The Stonehage Fleming family office advises over $150bn (£118.1bn) for a number of the world’s wealthiest families. This includes the Fleming family, descendants of Robert Fleming, founder of merchant bank Robert Fleming & Co. Its activities are mainly those associated with private clients and bespoke investment management, but it also owns a standalone investment management business, Stonehage Fleming Investment Management (SFIM), which offers a small range of actively managed portfolios, including the Best Ideas Equity fund, which holds around £1.8bn of the £16.8bn in SFIM’s range.

The other funds in the range include a series of multi-asset portfolios, a responsible investment fund, an AIM fund and a UK smaller companies offering, many of which came with the group’s acquisition of Cavendish Asset Management for around £1bn in 2020.

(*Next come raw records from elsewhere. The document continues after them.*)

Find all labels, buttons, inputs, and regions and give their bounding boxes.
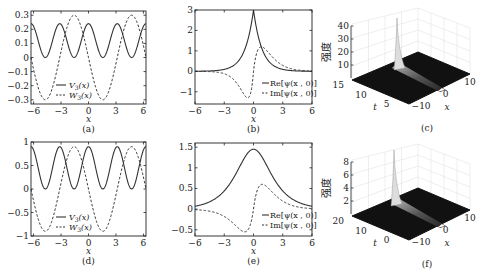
y-tick-label: 0.5 (15, 161, 30, 171)
surface-floor (352, 52, 470, 104)
z-tick-label: 20 (338, 47, 350, 57)
legend: Re[ψ(x , 0)]Im[ψ(x , 0)] (259, 77, 317, 98)
x-axis-label: x (251, 114, 256, 124)
panel-c-surface: 10203040强度15105t−10010x(c) (320, 8, 476, 133)
x-tick-label: 10 (464, 213, 476, 223)
panel-caption: (f) (422, 259, 432, 269)
t-tick-label: 20 (333, 216, 345, 226)
y-tick-label: 1.5 (179, 142, 194, 152)
x-tick-label: 6 (141, 106, 147, 116)
y-tick-label: 2 (187, 25, 193, 35)
x-tick-label: −6 (188, 238, 202, 248)
x-tick-label: 0 (443, 89, 449, 99)
panel-caption: (a) (82, 124, 94, 134)
x-axis-label: x (251, 246, 256, 256)
panel-a-plot: −6−3036−0.3−0.2−0.100.10.20.3x(a)V3(x)W3… (7, 10, 146, 134)
panel-d-plot: −6−3036−1−0.500.51x(d)V3(x)W3(x) (7, 137, 146, 266)
x-tick-label: −3 (54, 106, 68, 116)
legend-entry: W3(x) (69, 91, 92, 101)
legend-entry: V3(x) (69, 213, 89, 223)
z-tick-label: 10 (338, 60, 350, 70)
y-tick-label: 1 (187, 163, 193, 173)
y-tick-label: 1 (187, 46, 193, 56)
z-tick-label: 8 (343, 157, 349, 167)
z-axis-label: 强度 (320, 42, 332, 62)
legend: Re[ψ(x , 0)]Im[ψ(x , 0)] (259, 209, 317, 230)
t-axis-label: t (373, 102, 377, 112)
y-tick-label: 3 (187, 5, 193, 15)
y-tick-label: 0 (23, 53, 29, 63)
y-tick-label: −0.1 (7, 67, 29, 77)
t-tick-label: 0 (384, 235, 390, 245)
z-tick-label: 40 (338, 21, 350, 31)
panel-f-surface: 2468强度20100t−10010x(f) (320, 144, 476, 269)
series-solid-line (31, 147, 146, 189)
panel-caption: (b) (247, 124, 260, 134)
legend-entry: W3(x) (69, 223, 92, 233)
legend-entry-im: Im[ψ(x , 0)] (270, 221, 317, 230)
x-tick-label: −6 (188, 106, 202, 116)
t-axis-label: t (373, 238, 377, 248)
surface-floor (352, 188, 470, 240)
y-tick-label: −0.3 (7, 95, 29, 105)
t-tick-label: 10 (355, 226, 367, 236)
y-tick-label: 0 (23, 184, 29, 194)
x-axis-label: x (86, 114, 91, 124)
t-tick-label: 10 (355, 90, 367, 100)
z-tick-label: 30 (338, 34, 350, 44)
x-tick-label: −6 (27, 106, 41, 116)
panel-e-plot: −6−3036−0.500.511.5x(e)Re[ψ(x , 0)]Im[ψ(… (171, 142, 317, 266)
y-tick-label: −1 (180, 87, 193, 97)
y-tick-label: 0.2 (15, 24, 29, 34)
z-tick-label: 6 (343, 170, 349, 180)
panel-b-plot: −6−3036−10123x(b)Re[ψ(x , 0)]Im[ψ(x , 0)… (180, 5, 317, 134)
x-tick-label: −3 (54, 238, 68, 248)
x-tick-label: 6 (309, 106, 315, 116)
x-tick-label: 3 (113, 106, 119, 116)
y-tick-label: −0.5 (7, 208, 29, 218)
legend: V3(x)W3(x) (56, 81, 92, 101)
legend-entry-im: Im[ψ(x , 0)] (270, 89, 317, 98)
x-tick-label: 10 (464, 77, 476, 87)
y-tick-label: −0.2 (7, 81, 29, 91)
z-axis-label: 强度 (320, 178, 332, 198)
y-tick-label: 0.1 (15, 38, 29, 48)
y-tick-label: −0.5 (171, 225, 193, 235)
legend-entry-re: Re[ψ(x , 0)] (270, 79, 317, 88)
x-tick-label: 6 (309, 238, 315, 248)
x-tick-label: −10 (412, 101, 431, 111)
x-axis-label: x (444, 102, 449, 112)
t-tick-label: 15 (333, 80, 345, 90)
panel-caption: (e) (247, 256, 259, 266)
y-tick-label: 0 (187, 66, 193, 76)
series-solid-line (195, 10, 312, 71)
panel-caption: (d) (82, 256, 95, 266)
y-tick-label: −1 (16, 231, 29, 241)
x-tick-label: −3 (218, 106, 232, 116)
legend: V3(x)W3(x) (56, 213, 92, 233)
panel-caption: (c) (421, 123, 433, 133)
x-tick-label: −3 (218, 238, 232, 248)
z-tick-label: 2 (343, 196, 349, 206)
legend-entry: V3(x) (69, 81, 89, 91)
legend-entry-re: Re[ψ(x , 0)] (270, 211, 317, 220)
x-tick-label: 0 (443, 225, 449, 235)
y-tick-label: 0 (187, 204, 193, 214)
series-solid-line (195, 149, 312, 206)
y-tick-label: 0.5 (179, 183, 194, 193)
z-tick-label: 4 (343, 183, 349, 193)
x-tick-label: 6 (141, 238, 147, 248)
x-tick-label: 3 (280, 238, 286, 248)
series-solid-line (31, 24, 146, 58)
y-tick-label: 1 (23, 137, 29, 147)
x-axis-label: x (444, 238, 449, 248)
x-axis-label: x (86, 246, 91, 256)
x-tick-label: −10 (412, 237, 431, 247)
t-tick-label: 5 (384, 99, 390, 109)
figure: −6−3036−0.3−0.2−0.100.10.20.3x(a)V3(x)W3… (0, 0, 481, 276)
x-tick-label: 3 (113, 238, 119, 248)
y-tick-label: 0.3 (15, 10, 30, 20)
x-tick-label: 3 (280, 106, 286, 116)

Best Ideas has been running since 2013. In common with other best ideas funds, it is concentrated – just 29 stocks – and long-term – over a quarter of the companies in the portfolio have been held since inception. The focus is on quality companies with a strategic competitive edge that allows them to compound their growth over many years.

In defining ‘quality’, Smit initially screens on 15 quality tests. From there, he examines companies through the prism of four quality pillars: they need sustainable organic growth; high-quality management and business culture; strong and sustainable margins; and return on invested capital, plus high and resilient cashflow.

He says: “These four pillars mean we end up with high organic growth businesses. We’re in the quality growth camp. Although our sector positioning comes from the bottom up, over the 10 years, we’ve moved from being quite staples-driven, to very technology and digital-driven. Technology and healthcare are the main sectors now, though it is still well-diversified.”

More than three-quarters of the fund is in US-listed companies, although the US accounts for only around half of the underlying revenues from companies in the fund. Its second-largest revenue exposure is in emerging markets, at around one-quarter, and then continental European markets.

Smit says: “It has always been that way. We look for proper governance and entrepreneurship. It’s not surprising we end up with American companies as a result.”

He wants to access the growth of emerging markets, but without the volatility of emerging capital markets, and with good management and governance. He says: “We’re trying to capture the emerging market consumer, that’s where the future growth lies in many different products. In many of those countries you find a large middle-income bracket.”

This is the driving force behind his weighting in a number of luxury goods companies, including EssilorLuxottica.